Mrs Shamefoot raised her muff beneath her chin.

‘Soco’s so silly,’ she said. ‘He’d fire at anything like that with his revolver. And, oh, Mr Guy Fox … I’ve got to scold you. Standing beneath my window and calling me by my name millions and millions of times was fearfully indiscreet …’

‘I thought you’d be interested to know.’

‘ “It’s down,” you said, “it’s down.” The servants must have wondered what you meant! Though it’s really rather odd; when your voice disturbed me, I was having such a curious-funny dream. People were digging me up for reliques …’

‘Here’s your coffee, dear.’

‘All I need, darling, is a Railway Guide. I must return at once to town; I’m so busy!’

‘Remain until to-morrow,’ Miss Compostella said, ‘and travel back with me.’

‘But, Julia, you’re not leaving us so soon!’

‘I must. You know I’m in despair with my helmet for the Garsaint piece. I do not care about myself in it at all; it’s too stiff. And the crown; I’m sure the crown’s too timid.’

But Mrs Guy Fox was reading aloud some extracts of a letter from her son, a dutiful diplomat who, even when fast asleep, it was said, suggested the Court of St James.

‘Just now,’ she read, ‘the Judas trees along the banks of the Bosphorus are coming into flower. The colour of these trees is extraordinary. They are neither red nor violet, and at evening they turn a sort of agony of rose.’

‘Delicious!’ Lady Georgia said, staring at Atalanta in dismay. There were moments, especially in the early morning, when she alarmed her mother. Moments when she looked remotely Japanese …

‘No; there’s nothing in the paper at all, except that the Wirewells have arrived,’ Lady Castleyard said, stepping out upon the lawn.

Mrs Shamefoot joined her.

After the gale a yellow branch lay loose beneath each tree, making the park appear to be carpeted by some quite formal silk. The morning was fine with courageous crazy clouds.

‘You’re tired?’

‘A little,’ Lady Castleyard confessed. ‘All this death makes me melancholy.’

‘I expect it’s merely Lionel!’

‘Lionel? But I’m not tired of Lionel. Only, now and then, I long rather for a new aspect …’

‘Do you suppose, if there were no men in the world, that women would frightfully mind?’

‘I don’t know, really … What a pity to leave that gloriously bound book out all night!’

They turned aside through a wicket-gate into an incidental garden.

At periods, upon the enclosing walls, stood worn lead figures of cupid gardeners, in cavalier hats and high, loose boots, and cunning gloves, leaning languidly upon their rakes, smiling seraphically over the gay rings of flowers that broke the grass.

‘Age holds no horrors for me,’ Mrs Shamefoot said, ‘now, any more. Some day I’ll have a house here and I’ll grow old, quite gracefully.’

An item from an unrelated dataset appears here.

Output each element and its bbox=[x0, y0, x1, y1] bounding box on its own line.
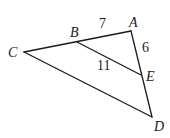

‘Surely with age one’s attractions should increase. One should be irresistible at ninety.’

‘A few of us, perhaps, may. You, dear Dirce, will—’

‘But in Ashringford! You used always to say it would be at Versailles, or Vallombrosa, or Verona, or Venice; a palladio palace on the Grand Canal. Somewhere with a V!’

‘I remember … ; although I was tempted too rather, wasn’t I, towards Arcachon. And that’s an A!’

‘Poor Soco. He’ll be so surprised …’

‘It’s a pity, whenever he speaks, he’s so very disappointing.’

‘Still, there’ll be the bill …’

‘Well, he could scarcely have seriously supposed I’d throw myself away upon a lancet! Besides, I believe I’ll be desired somehow more when I’m gone. What good am I here?’

‘My dear, you compose in flowers. You adorn life. You have not lived in vain.’

They were in the dogs’ cemetery.

Lady Castleyard tapped a little crooked cross.

‘One fears,’ she said, ‘that Georgia must have poisoned them all for the sake of their epitaphs.’

‘Here come the children!’

‘And remember, Frank,’ Fräulein was warning Master Fox, in her own wonderful Hanoverian way, ‘not to pursue Mirabel too much towards the end. It makes her hot.’

They were preparing to play at Pelléas.

Lady Georgia insisted that her children should practise only purely poetic games. She desired to develop their souls and bodies harmoniously at the same time.

‘Remember the chill she caught as Nora!’ Fräulein said. ‘And, Dawna, must I re-implore you not to pick up the sun-money with your hands? Misericordia! One might think your father was a banker.’

‘I do so love the sun!’

‘Do you, dear?’

Obviously, it was an occasion to kiss and form a group.